The other side of the legacy is the commuters, those who come in from the cockney diaspora for work or pleasure. Black cabs driven into central London from a Kent driveway every morning are a great metaphor both for the outmigration process I have described and for the reality of London as a ‘global city’ more generally: a highly regulated local industry that provided a good living for native workers being confronted by the very 21st century combination of Californian technology, global capital, and cheap immigrant labour. Then there are the everyday commuters: city workers, tradesmen, estate agents, and so on. Here it is relevant to mention a third type of London pub in addition to the previous two: the Wetherspoons type, representing, unlike the somewhat down-at-heel cockney legacy pubs, a still thriving modern version of the “living room of Deep England” but situated not in deep England itself but in the places where its people come to work. Tellingly these are often found inside or near to the train stations (Cannon Street, Liverpool Street, London Bridge) that connect the cockney diaspora to London. Finally there are the match days for London’s football clubs: walking around Bermondsey after a Millwall home game for example is to see the area demographically returned back to how it would have been in 1990 or earlier.
Political effects of the cockney migration
London’s politics has become increasingly Labour dominated as the party’s two modern pillars of support, professional graduates and ethnic minorities, have come to make up more and more of the city’s population. The cockney diaspora meanwhile has gone in the opposite direction politically, first moving towards Thatcher in 1979 (‘Basildon man’), and since 2010 nearly universally electing Tory MPs, and predominantly voting for Brexit.

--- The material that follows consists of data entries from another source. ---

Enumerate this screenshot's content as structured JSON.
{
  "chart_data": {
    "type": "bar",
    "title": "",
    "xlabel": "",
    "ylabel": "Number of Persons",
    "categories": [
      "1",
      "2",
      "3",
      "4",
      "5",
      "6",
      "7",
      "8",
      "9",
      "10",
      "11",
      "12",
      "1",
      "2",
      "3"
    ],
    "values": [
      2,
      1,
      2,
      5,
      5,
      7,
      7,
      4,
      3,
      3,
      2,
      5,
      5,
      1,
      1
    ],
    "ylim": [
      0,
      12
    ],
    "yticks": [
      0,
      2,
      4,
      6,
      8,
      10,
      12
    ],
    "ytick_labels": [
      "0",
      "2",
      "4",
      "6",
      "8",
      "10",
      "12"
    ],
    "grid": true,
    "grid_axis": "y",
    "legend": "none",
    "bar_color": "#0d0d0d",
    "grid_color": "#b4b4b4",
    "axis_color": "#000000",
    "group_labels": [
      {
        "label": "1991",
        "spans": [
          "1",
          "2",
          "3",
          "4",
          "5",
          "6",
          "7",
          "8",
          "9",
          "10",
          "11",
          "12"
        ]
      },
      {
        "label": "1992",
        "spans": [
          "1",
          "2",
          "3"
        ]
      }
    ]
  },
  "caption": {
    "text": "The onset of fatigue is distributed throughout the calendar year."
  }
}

This is undoubtedly for cultural reasons as much as economic ones: many of the Tory voting constituencies on the banks of the Thames estuary remain quite poor. Those areas of the diaspora that lie within greater London have also tended to vote Tory in the London mayoral elections, and Bromley and Havering recorded the lowest support of all the boroughs for establishing the mayoralty in the first place back in 1998. Unsurprisingly, Sadiq Khan is not popular here, he has never won these areas and support for removing the London Assembly and Mayor altogether appears stronger here than anywhere. The picture this all paints is of areas that in some sense see themselves as in opposition to the dominant narrative of today’s London. As Michael Collins recounts of the areas on the sides of the Thames estuary: “I recall the elation when Ken Livingstone was defeated in the 2008 mayoral election. He was held responsible for rebranding the capital as a multicultural utopia that airbrushed white Londoners from its past as well as its present. Support for Boris Johnson was greatest in Bexley and Bromley (72 per cent) in the south, and Havering and Redbridge (63 per cent) in the east.”
As the outer boroughs diversify further though, the Tories “doughnut strategy” for the mayoral elections that worked for Boris Johnson is now less likely to succeed in the coming decades. While looking more broadly at the cockney diaspora the current projections for the next election are a return to the Blair years, with Labour regaining the poorer constituencies along the banks of the Thames while the Tories retain those further inland.
The future of the diaspora
It’s possible to see a future where the cockney diaspora gets swallowed up by the diffusion of 21st century London outwards, as ethnic minorities and professional graduates follow them out of the city for cheaper housing. The bow wave of culture may also be running further ahead of concrete reality in some areas of the diaspora, where the older people speak in a cockney or estuary English accent while the young speak in MLE. However, this is still a very different area culturally, ethnically, and politically from London and is clearly to a significant extent reactive against the city. Any new genuinely conservative movement therefore would likely find stronger support here than most other places in the south of England.